Kuwayama & Kijima
Kiyoharu Kuwayama Rina Kijima
Using violin and cello the duo map out a twilight sonic world that seems to tread the faultlines between improvisation and composition.
Arika have been creating events since 2001. The Archive is space to share the documentation of our work, over 600 events from the past 20 years. Browse the archive by event, artists and collections, explore using theme pairs, or use the index for a comprehensive overview.
Using violin and cello the duo map out a twilight sonic world that seems to tread the faultlines between improvisation and composition.
A fulcrum to the Japanese noise scene, JOJO Hiroshige has been responsible for much of the explosion of free music coming from Japan in the last 30 years.
Noise music for the eyes. A 6 screen 16mm projection performance of intense audio and visual stimulus.
In this workshop we will imagine ourselves as time travellers from a glorious and chaotic neurodivergent-led future.
With lo-fi dreams and high-def humor, Bande brings MC vibes to the day. Interluding music with spoken performance, the live extimacy of Bande’s presence reaches out via emo-techno-bridges.
Hartmut is going to talk a little about his work at large and the politics of how his films are constructed. And we’ll screen one of his best films: B-52.
Elizabeth’s writing pulls apart toxic settler colonialism and the worldview used to justify it; working towards an alternative distribution of powers, so that ways of being otherwise can endure.
For day five of Ultra-red’s project, the investigation will review the previous work undertaken together, and perhaps draw up a summary of reflections and pose some future questions.
A back and forth between Fred and Fernando on the transits and obstructions between mathematics and poetics, and how both help us to think from the other side.
The session – aimed specifically at white people – will be run by Tripod. We will explore and address whiteness, embodied responses to racial tension and somatic techniques to build resilience for practicing anti-racist action. It will be a space to learn and transform together and look at further anti-racist resources and work.
A voice that can vault from an elegantly whispered insinuation to asphyxiated and murderous barks or squalls in a heartbeat.
Do art forms like black radical poetry, free jazz and improvisation create a space for the performance of freedom? Did they ever? And can they still do so now?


Exercise details —
Could you copy every record exactly, leaving the pictures behind?

○ ○ ○ ○ ○ ○ ○

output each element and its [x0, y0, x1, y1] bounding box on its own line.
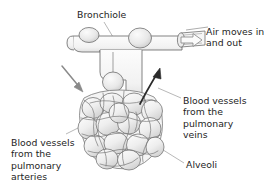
alveolar-bulge-1: [79, 28, 99, 43]
alveolar-sac: [118, 150, 141, 170]
bronchiole-left-cap: [67, 36, 74, 50]
label-air-movement: Air moves in and out: [206, 26, 264, 49]
label-bronchiole-line-1: Bronchiole: [77, 9, 126, 20]
label-pulmonary-veins-line-3: pulmonary: [183, 118, 247, 129]
label-pulmonary-veins-line-1: Blood vessels: [183, 95, 247, 106]
label-pulmonary-veins: Blood vessels from the pulmonary veins: [183, 95, 247, 141]
label-air-movement-line-1: Air moves in: [206, 26, 264, 37]
alveolar-bulge-3: [103, 72, 124, 92]
label-air-movement-line-2: and out: [206, 37, 264, 48]
alveolar-bulge-2: [129, 28, 152, 48]
label-pulmonary-veins-line-2: from the: [183, 106, 247, 117]
tube-top-line: [186, 27, 208, 30]
label-pulmonary-arteries-line-2: from the: [11, 148, 75, 159]
label-pulmonary-veins-line-4: veins: [183, 129, 247, 140]
leader-veins: [158, 88, 181, 98]
label-alveoli: Alveoli: [186, 159, 217, 170]
vein-arrow-head: [153, 68, 161, 79]
artery-arrow-head: [74, 82, 83, 92]
label-alveoli-line-1: Alveoli: [186, 159, 217, 170]
bronchiole-tube: [67, 28, 182, 99]
diagram-page: Bronchiole Air moves in and out Blood ve…: [0, 0, 276, 194]
pulmonary-artery-arrow: [62, 66, 83, 92]
label-pulmonary-arteries-line-1: Blood vessels: [11, 137, 75, 148]
label-pulmonary-arteries: Blood vessels from the pulmonary arterie…: [11, 137, 75, 183]
label-bronchiole: Bronchiole: [77, 9, 126, 20]
label-pulmonary-arteries-line-3: pulmonary: [11, 160, 75, 171]
alveoli-cluster: [78, 90, 164, 170]
label-pulmonary-arteries-line-4: arteries: [11, 171, 75, 182]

○ ○ ○ ○ ○ ○ ○

Solved exercise —
output each element and its [x0, y0, x1, y1] bounding box on its own line.
alveolar-bulge-1: [79, 28, 99, 43]
alveolar-sac: [118, 150, 141, 170]
bronchiole-left-cap: [67, 36, 74, 50]
label-air-movement: Air moves in and out: [206, 26, 264, 49]
label-bronchiole-line-1: Bronchiole: [77, 9, 126, 20]
label-pulmonary-veins-line-3: pulmonary: [183, 118, 247, 129]
label-pulmonary-veins-line-1: Blood vessels: [183, 95, 247, 106]
label-pulmonary-veins: Blood vessels from the pulmonary veins: [183, 95, 247, 141]
label-air-movement-line-1: Air moves in: [206, 26, 264, 37]
alveolar-bulge-3: [103, 72, 124, 92]
label-air-movement-line-2: and out: [206, 37, 264, 48]
alveolar-bulge-2: [129, 28, 152, 48]
label-pulmonary-veins-line-2: from the: [183, 106, 247, 117]
tube-top-line: [186, 27, 208, 30]
label-pulmonary-arteries-line-2: from the: [11, 148, 75, 159]
label-pulmonary-veins-line-4: veins: [183, 129, 247, 140]
leader-veins: [158, 88, 181, 98]
label-alveoli: Alveoli: [186, 159, 217, 170]
vein-arrow-head: [153, 68, 161, 79]
artery-arrow-head: [74, 82, 83, 92]
label-alveoli-line-1: Alveoli: [186, 159, 217, 170]
bronchiole-tube: [67, 28, 182, 99]
diagram-page: Bronchiole Air moves in and out Blood ve…: [0, 0, 276, 194]
pulmonary-artery-arrow: [62, 66, 83, 92]
label-pulmonary-arteries-line-1: Blood vessels: [11, 137, 75, 148]
label-pulmonary-arteries: Blood vessels from the pulmonary arterie…: [11, 137, 75, 183]
label-bronchiole: Bronchiole: [77, 9, 126, 20]
label-pulmonary-arteries-line-3: pulmonary: [11, 160, 75, 171]
alveoli-cluster: [78, 90, 164, 170]
label-pulmonary-arteries-line-4: arteries: [11, 171, 75, 182]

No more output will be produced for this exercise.